Be Light 12-10-11

Saturday, December 10 – Luke 3:1-6

If your family is like ours, one sign of the approaching Christmas season is cheerful tidiness. Our house is carefully decorated and coordinated, the ornaments gracing the tree just so, the lights methodically placed outside in the yard and on the house, the presents lovingly wrapped in coordinating colors under the tree, even our seasonal poems speak of “stockings hung by the chimney with care.”  Every decoration set out in neat and tidy fashion, each in its place.

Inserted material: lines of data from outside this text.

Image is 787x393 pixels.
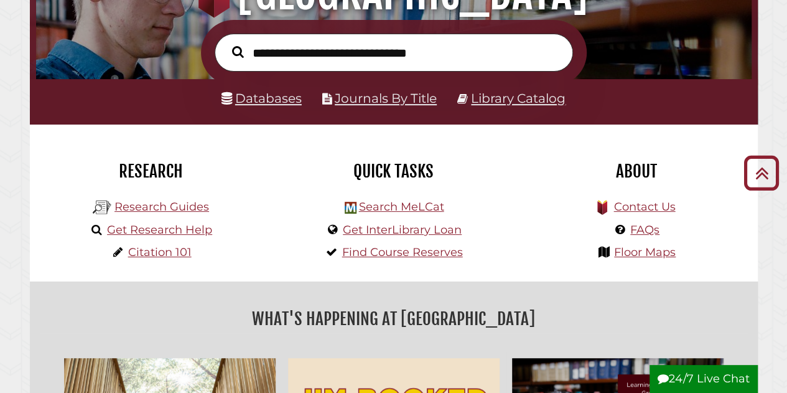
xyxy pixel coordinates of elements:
a: Back to Top [739,162,784,183]
a: Databases [222,90,302,106]
h2: Quick Tasks [282,161,506,182]
a: Search MeLCat [358,200,444,213]
a: Research Guides [115,200,209,213]
img: Hekman Library Logo [345,202,357,213]
i: Search [232,45,244,58]
a: Journals By Title [335,90,437,106]
a: Contact Us [614,200,675,213]
a: Get Research Help [107,223,212,236]
button: Search [226,43,250,61]
h2: What's Happening at [GEOGRAPHIC_DATA] [39,304,749,333]
h2: Research [39,161,263,182]
a: FAQs [630,223,660,236]
a: Floor Maps [614,245,676,259]
a: Citation 101 [128,245,192,259]
a: Find Course Reserves [342,245,463,259]
a: Get InterLibrary Loan [343,223,462,236]
a: Library Catalog [471,90,566,106]
img: Hekman Library Logo [93,198,111,217]
h2: About [525,161,749,182]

Sometimes as I am putting our nativity set out, I imagine that first Christmas being equally coordinated and orchestrated. I picture Mary and Joseph, side-by-side, beaming beside the cradle holding their firstborn. The camels, sheep and small animals calmly waiting nearby as the shepherds and visiting wise men, in color-coordinated garb of course, adoringly look upon the newly-born Savior. A rustic stable, framed by matching palm trees frames this peaceful picture, complete with a golden-tressed angel hovering above proclaiming heavenly glory.

If I’m not careful, my thinking about the Kingdom of God can take on this orderly and efficient arrangement as well. Go to church? Check. Volunteer in the community? Check. Be kind to one another? Check. Pay attention and sit up straight in worship? Check.

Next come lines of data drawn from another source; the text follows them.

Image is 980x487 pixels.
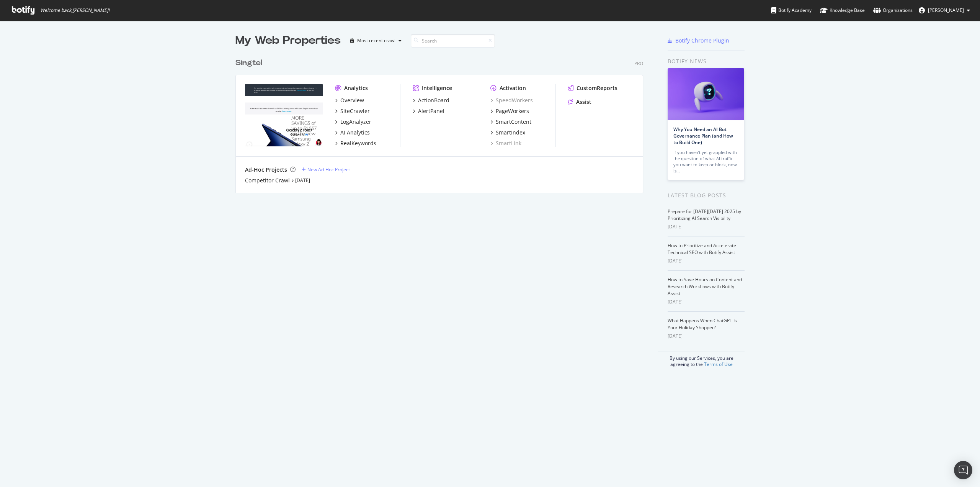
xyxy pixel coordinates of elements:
[668,333,745,340] div: [DATE]
[490,140,521,147] a: SmartLink
[235,57,265,68] a: Singtel
[302,166,350,173] a: New Ad-Hoc Project
[340,118,371,126] div: LogAnalyzer
[490,107,529,115] a: PageWorkers
[770,7,811,14] div: Botify Academy
[357,39,396,43] div: Most recent crawl
[335,129,370,137] a: AI Analytics
[335,107,370,115] a: SiteCrawler
[668,224,745,231] div: [DATE]
[568,98,591,106] a: Assist
[335,140,376,147] a: RealKeywords
[340,97,364,104] div: Overview
[675,37,729,45] div: Botify Chrome Plugin
[495,129,525,137] div: SmartIndex
[577,84,617,92] div: CustomReports
[673,149,738,174] div: If you haven’t yet grappled with the question of what AI traffic you want to keep or block, now is…
[421,84,452,92] div: Intelligence
[953,461,972,479] div: Open Intercom Messenger
[340,107,370,115] div: SiteCrawler
[235,57,262,68] div: Singtel
[499,84,526,92] div: Activation
[658,350,745,367] div: By using our Services, you are agreeing to the
[668,208,741,222] a: Prepare for [DATE][DATE] 2025 by Prioritizing AI Search Visibility
[668,298,745,305] div: [DATE]
[820,7,864,14] div: Knowledge Base
[928,7,963,14] span: Hin Zi Wong
[495,118,531,126] div: SmartContent
[235,33,340,49] div: My Web Properties
[668,191,745,200] div: Latest Blog Posts
[245,84,322,146] img: singtel.com
[308,166,350,173] div: New Ad-Hoc Project
[295,177,310,183] a: [DATE]
[340,140,376,147] div: RealKeywords
[913,4,976,17] button: [PERSON_NAME]
[418,97,449,104] div: ActionBoard
[490,97,533,104] a: SpeedWorkers
[668,276,742,297] a: How to Save Hours on Content and Research Workflows with Botify Assist
[245,176,290,184] a: Competitor Crawl
[634,60,643,66] div: Pro
[668,257,745,264] div: [DATE]
[235,49,649,193] div: grid
[495,107,529,115] div: PageWorkers
[41,7,110,14] span: Welcome back, [PERSON_NAME] !
[340,129,370,137] div: AI Analytics
[412,107,444,115] a: AlertPanel
[335,97,364,104] a: Overview
[668,57,745,65] div: Botify news
[873,7,913,14] div: Organizations
[668,243,736,255] a: How to Prioritize and Accelerate Technical SEO with Botify Assist
[668,68,744,121] img: Why You Need an AI Bot Governance Plan (and How to Build One)
[490,118,531,126] a: SmartContent
[412,97,449,104] a: ActionBoard
[668,37,729,45] a: Botify Chrome Plugin
[490,129,525,137] a: SmartIndex
[704,361,733,367] a: Terms of Use
[668,317,737,331] a: What Happens When ChatGPT Is Your Holiday Shopper?
[245,166,287,173] div: Ad-Hoc Projects
[344,84,368,92] div: Analytics
[418,107,444,115] div: AlertPanel
[335,118,371,126] a: LogAnalyzer
[410,34,494,48] input: Search
[576,98,591,106] div: Assist
[673,126,733,146] a: Why You Need an AI Bot Governance Plan (and How to Build One)
[568,84,617,92] a: CustomReports
[347,35,404,47] button: Most recent crawl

However, the Kingdom of God, this well-known Gospel story reminds us, is far from a carefully and neatly constructed ideal. One day, into our Gospel scene burst crazy-haired and wild-eyed Cousin John, like Kramer flouncing maniacally into Jerry’s living room. THE MESSIAH IS COMING AND YOUR NEAT LITTLE WORLDS WILL NEVER BE THE SAME, he yelled from every corner. Frederick Buechner comments John the Baptist didn’t fool around. The Kingdom was coming all right, John said, but if you thought it was going to be a tea party, you’d better think again.